Saying 'I Do'...To Higher Taxes

COMMENTARY Taxes

Saying 'I Do'...To Higher Taxes

Aug 30, 2000 3 min read
COMMENTARY BY

Executive Director, Economic Research Center

Rea served as the Director off the Center for Data Analysis and was a Lazof Family Fellow.
Expect to hear a lot over the next couple of weeks about the "marriage penalty," that quirk of the tax code that forces two-income married couples to pay more than singles who live together. Congress will try to override President Clinton's veto of a bill that would repeal the penalty, and he'll repeat: The nation can't afford it. Besides, it's a tax cut for the rich.

Wrong on both counts. First, the expense: Fixing the marriage penalty would "cost" the government (remember that we're talking about returning taxpayer money here) $89.8 billion over five years. That sounds like a lot, but the Congressional Budget Office (CBO) is projecting a non-Social Security surplus of $695 billion over the same period - nearly eight times the total amount of tax relief approved by Congress.
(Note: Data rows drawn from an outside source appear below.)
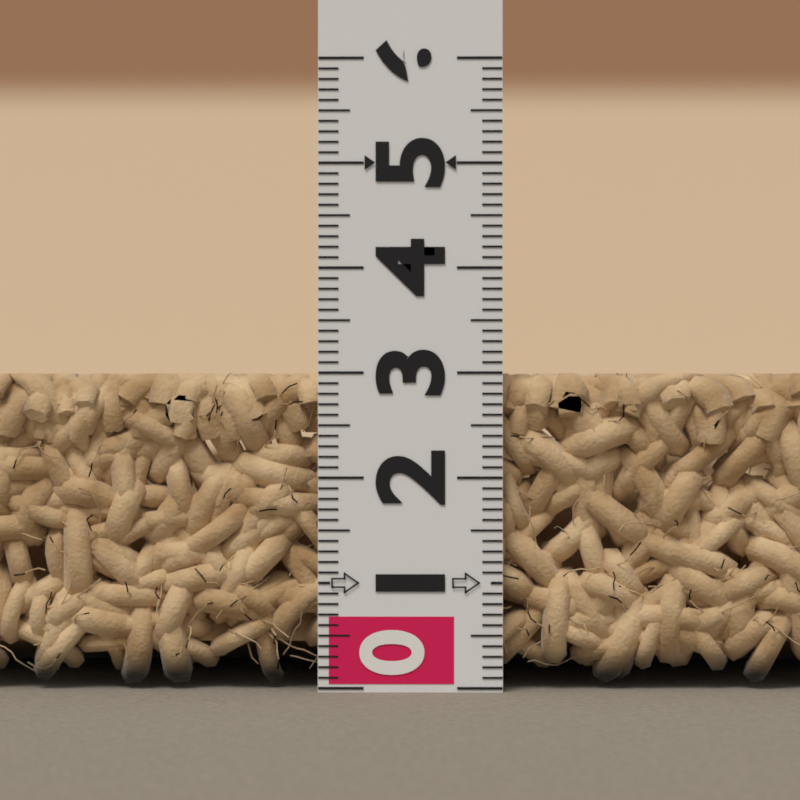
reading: 3.0 (no unit)
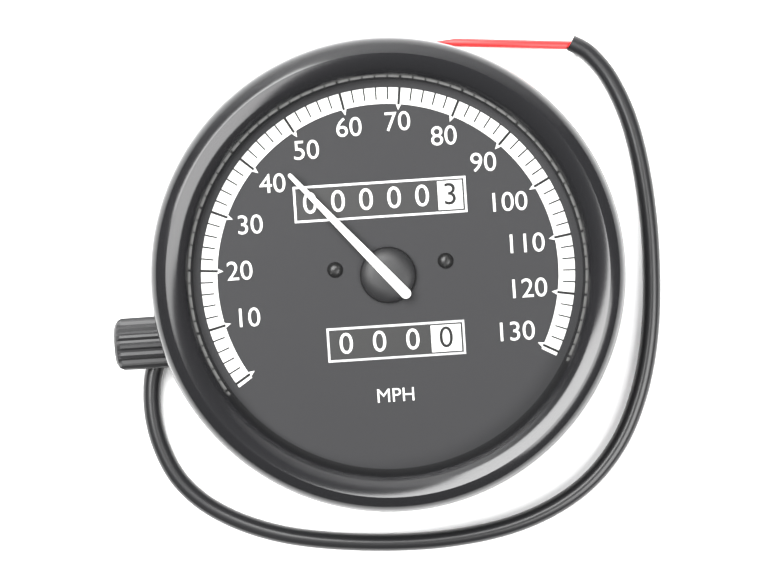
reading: 44 MPH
It's doubtful the president places any real stock in his criticism of marriage-penalty relief as "fiscally irresponsible." More than once, he has offered to sign the legislation if Congress would also adopt his even more expensive Medicare prescription drug plan. And there is a great deal of bipartisan support on Capitol Hill for marriage penalty relief, even among those who normally shun tax cuts.

That leaves his charge that this is a tax cut for the rich, which ought to be news to the more than 50 million Americans affected every year by the marriage penalty. The CBO estimates that 43 percent of all married couples are affected, paying an average of $1,480 more in taxes each year than singles who earn the same income.

Consider Sharon Mallory and Darryl Pierce. Three years ago, they were employees at a Ford Motor Co. electronics plant in Indiana. Each made about $9 an hour, and they wanted to get married. But wedded bliss would come at a cost: Because of the marriage penalty, Sharon would have to forfeit her $900 tax refund and pay $2,800 in taxes when she said, "I do."

One way couples such as Sharon and Darryl are penalized is through the standard deduction: For a single worker, it's $4,400. Yet for a two-income couple, it's not $8,800, as simple fairness would suggest, but $7,350. That means married workers who don't itemize deductions on their tax forms - mostly low- and middle-income couples - must pay taxes on an additional $1,450 in income simply because they're married.

Another reason married couples pay more can be found in the way tax brackets work. Take a married couple with a combined income of $66,000, each earning a respectable but below average salary of $33,000 (or $15.87 an hour). The tax rate for single workers increases from 15 percent to 28 percent once their incomes exceed $26,250. After deductions, our hypothetical couple would have $25,800 in taxable income. Hence, you might expect them to escape the 28 percent bracket, right?

Wrong. Two single people with the exact same incomes would have no problem, since each files separately, and each makes less than the amount taxed at 28 percent. They wouldn't start to feel the bracket bite until their incomes passed the $52,500 mark. But for the married couple, the 28 percent rate kicks in at $43,850. For them, an additional $8,550 is taxed at the higher rate, for no other reason than the fact that they're married.

Couples can figure out how much this penalty costs them by visiting The Heritage Foundation's Marriage Tax Relief Calculator, which debuts Sept. 5 at www.heritage.org. Using the primary household income, the secondary income, the total amount of deductions, and the number of dependents, the calculator tells you how much more money you'd be able to keep at tax time without the marriage penalty. Our hypothetical couple above, for example, would get to keep an additional $1,414 in income - a 15 percent reduction in their taxes.

The marriage penalty imposes yet another cost on low-income couples: It prevents many from using the Earned Income Tax Credit (EITC). Nearly 1 million low-income working couples forfeit the EITC every year simply because they're married. Two unmarried parents with one child each can use the credit as long as their individual incomes don't exceed $27,413 (total household income: $54,826). But if the same couple (with the same income) gets married, they can kiss the credit goodbye - because their household income has surpassed the $31,149 threshold for two children.

Tax-cut advocates usually justify their position by pointing to the size of the budget surpluses now pouring into Washington. But the marriage penalty deserves to be killed on the grounds of simple fairness. Getting married is taxing enough without government getting in on the act.

 

Rea Hederman is a policy analyst at The Heritage Foundation (www.heritage.org), a Washington-based public policy research organization.